Saturday, January 7, 2017

Ragamuffin 


I watched the movie, “Ragamuffin” and was challenged to the depth of my soul.  The movie is the life story of Rich Mullins.  His brother acts in the movie and was heavily involved in it production.  So I assume it has a high degree of accuracy.  It was nothing liked I expected.  It is not a sugar coated story of a plaster saint.  The film shows Mullins with enormous strengths and enormous weaknesses.  The weaknesses are perhaps highlighted more than his strengths.  Rich was a gifted musician and a prolific song writer.  He wrote “Awesome God”, “Step by Step”, “Sing Praise to the Lord”.  He worked on an Indian reservation, did foreign missions, gave most of his earnings to charities and lived off the average wage in the U.S.!  Yet he had a foul mouth, struggled with drinking, and sometimes came off self-righteous and smug.  
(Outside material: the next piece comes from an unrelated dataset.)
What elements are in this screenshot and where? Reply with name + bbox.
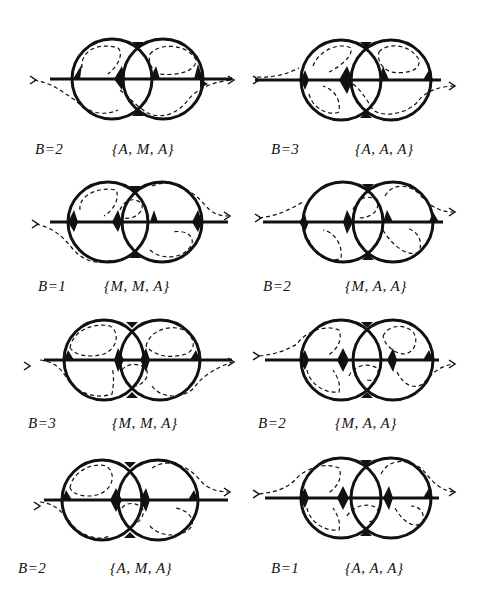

Rich had a broken place in his heart from his relationship with his father.  He struggled with this most of his life.  A measure of healing was found through one on one ministry by Brennan Manning (who also had struggles with alcohol).  

What are we to make of so much grace and so much brokenness in one person?  For one thing it confirms my understanding of human nature.  We are all both image bearers of God yet simultaneously broken by sin in every part of our being.  The image of God shines forth in talents and loving actions.  In those who believe in Christ that image is being restored and will shine brightly at times and in ways.  But that restoration is a work in progress.  The brokenness continues to raise its ugly head as well.  
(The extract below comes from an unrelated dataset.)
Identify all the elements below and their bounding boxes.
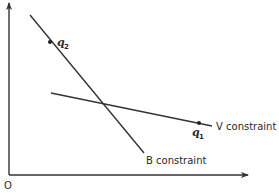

Every believer will have “Romans 7:16 moments”; “For I do not understand my own actions. For I do not do what I want, but I do the very thing I hate.”   I believe step by step, progressive growth is possible and should be taking place.  But the struggle will continue.  Relapses into sin, selfishness, and even addictions in some cases, will take place.  This is not to excuse sin, but to offer comfort and hope to sinners, like me.  
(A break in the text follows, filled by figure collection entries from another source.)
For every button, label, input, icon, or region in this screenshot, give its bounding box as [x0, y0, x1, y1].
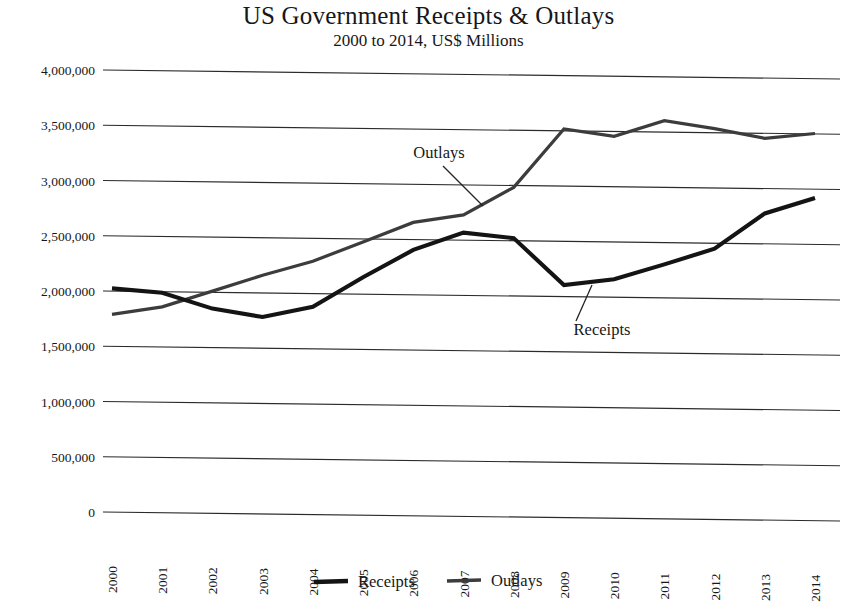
legend-swatch-outlays: [447, 580, 481, 581]
annotation-label-outlays: Outlays: [413, 143, 464, 162]
x-axis-tick-label: 2013: [758, 574, 773, 601]
y-axis-tick-label: 0: [88, 505, 95, 520]
x-axis-tick-labels: 2000200120022003200420052006200720082009…: [105, 566, 823, 602]
x-axis-tick-label: 2014: [808, 574, 823, 601]
y-axis-tick-label: 3,000,000: [41, 174, 95, 189]
x-axis-tick-label: 2012: [708, 574, 723, 601]
annotation-leader-receipts: [576, 285, 592, 321]
annotation-label-receipts: Receipts: [574, 320, 631, 339]
x-axis-tick-label: 2001: [155, 567, 170, 594]
y-axis-tick-label: 1,500,000: [41, 339, 95, 354]
y-axis-tick-label: 2,500,000: [41, 229, 95, 244]
gridline: [103, 181, 840, 190]
gridline: [103, 70, 840, 79]
chart-canvas: 4,000,0003,500,0003,000,0002,500,0002,00…: [0, 0, 857, 611]
gridline: [103, 457, 840, 466]
x-axis-tick-label: 2010: [607, 572, 622, 599]
y-axis-tick-labels: 4,000,0003,500,0003,000,0002,500,0002,00…: [41, 63, 95, 520]
x-axis-tick-label: 2011: [657, 573, 672, 600]
y-axis-tick-label: 1,000,000: [41, 395, 95, 410]
y-axis-tick-label: 3,500,000: [41, 118, 95, 133]
legend-label-outlays: Outlays: [491, 571, 542, 590]
chart-legend: Receipts Outlays: [314, 571, 542, 591]
y-axis-gridlines: [103, 70, 840, 521]
annotation-receipts: Receipts: [574, 285, 631, 339]
y-axis-tick-label: 4,000,000: [41, 63, 95, 78]
y-axis-tick-label: 500,000: [51, 450, 95, 465]
x-axis-tick-label: 2009: [557, 571, 572, 598]
legend-label-receipts: Receipts: [358, 572, 415, 591]
x-axis-tick-label: 2000: [105, 566, 120, 593]
annotation-leader-outlays: [443, 166, 483, 206]
x-axis-tick-label: 2003: [256, 568, 271, 595]
x-axis-tick-label: 2002: [205, 567, 220, 594]
annotation-outlays: Outlays: [413, 143, 483, 206]
gridline: [103, 402, 840, 411]
chart-figure: US Government Receipts & Outlays 2000 to…: [0, 0, 857, 611]
y-axis-tick-label: 2,000,000: [41, 284, 95, 299]
legend-swatch-receipts: [314, 581, 348, 582]
gridline: [103, 346, 840, 355]
x-axis-tick-label: 2007: [457, 570, 472, 597]
gridline: [103, 512, 840, 521]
Mullins accepted the label “Ragamuffin” from Brennan Manning’s “Ragamuffin Gospel”.  I do not endorse everything Manning wrote.  But I embrace the core of his message – we are all Ragamuffins, broken, messy, struggling sinners who at the best are desperately clinging to God’s grace in Christ, aware of our utter inability to save ourselves or perfect ourselves.  We need Jesus!  Because of Jesus God’s children are ferociously loved by Father God because of who Christ is and what Christ did.  If you are trusting in Christ, God dynamically loves you right where you are!  

As one struggling Ragamuffin to another I urge you to open your heart to be radically embraced by the love of God and watch out!  His love will act in your inner being and in your circumstances to transform you into the image of Jesus Christ.   He loves you where you are but He loves you too much to leave you there!